Chang Hengs grid made no allowance for the curvature of the Earth, and it is hard to know from what is left of ancient Eastern cartography whether his image of a spherical world had any effect on current thought. There are no indications that early Chinese mapmakers realized the world was a sphere, that the lands they were mapping were consequently curved, nor whether the challenge, which still fascinates cartographers, of representing such a three-dimensional world on a flat surface had even occurred to them as a problem.
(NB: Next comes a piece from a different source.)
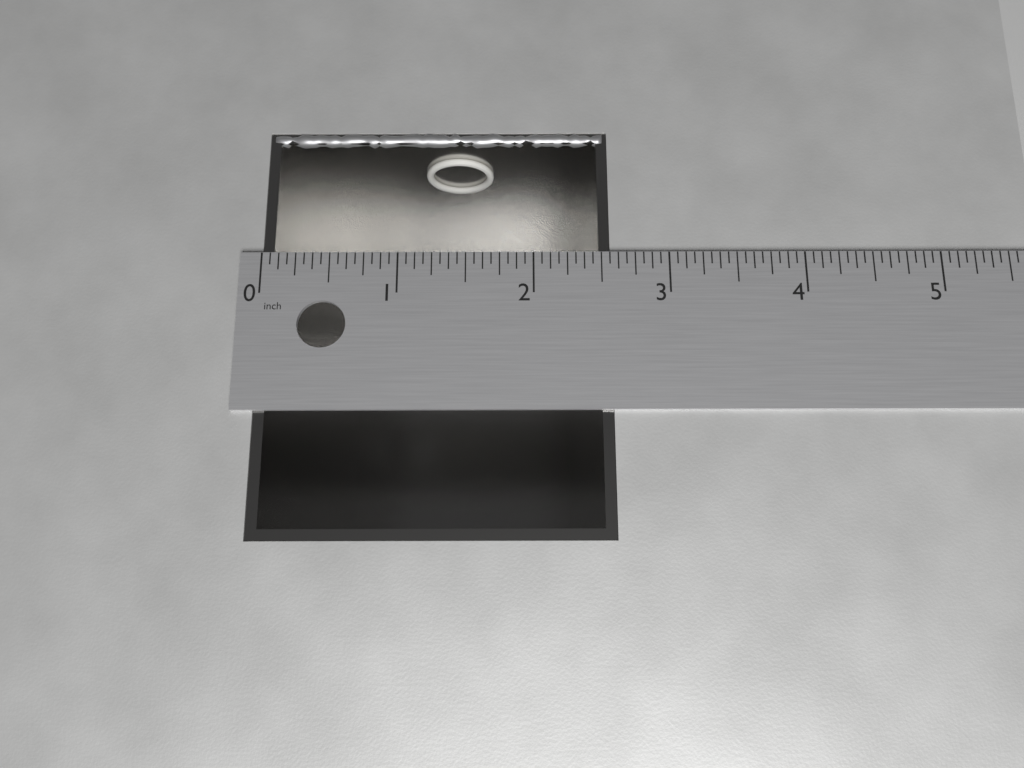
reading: 2.5625 in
In the Islamic world, Arab mapmakers drew on the ideas of Ptolemy and the Greeks to develop their own traditions. By the eighth century, they were compiling maps for overland diplomatic missions to China, military campaigns, and trading expeditions; the tales of Sindbad the Sailor, dating from some two hundred years earlier, are ample evidence of their seafaring traditions. Unlike the work produced by medieval monks in Europe, their maps seem to have been designed for use as much as for study, but they were still based mainly on copies of older European originals. There are early versions of the T-O maps, with south at the top and Mount Sinai in the center and, slightly later, more distinctively Arab interpretations in which a disk-shaped world, surrounded by water, is pierced from the east by the Arabian Gulf and the Red Sea, and from the west by the waters of the Mediterranean.

Later mapmakers of the tenth and eleventh centuries were often slave dealers or traders, making their way north to the shores of the Caspian Sea and up the Volga River deep into the heart of Asia. Asian tribesmen, Russians, Norsemen, and Arabs would meet on one of the medieval worlds great trading routes, exchanging goods, knowledge, and ideas.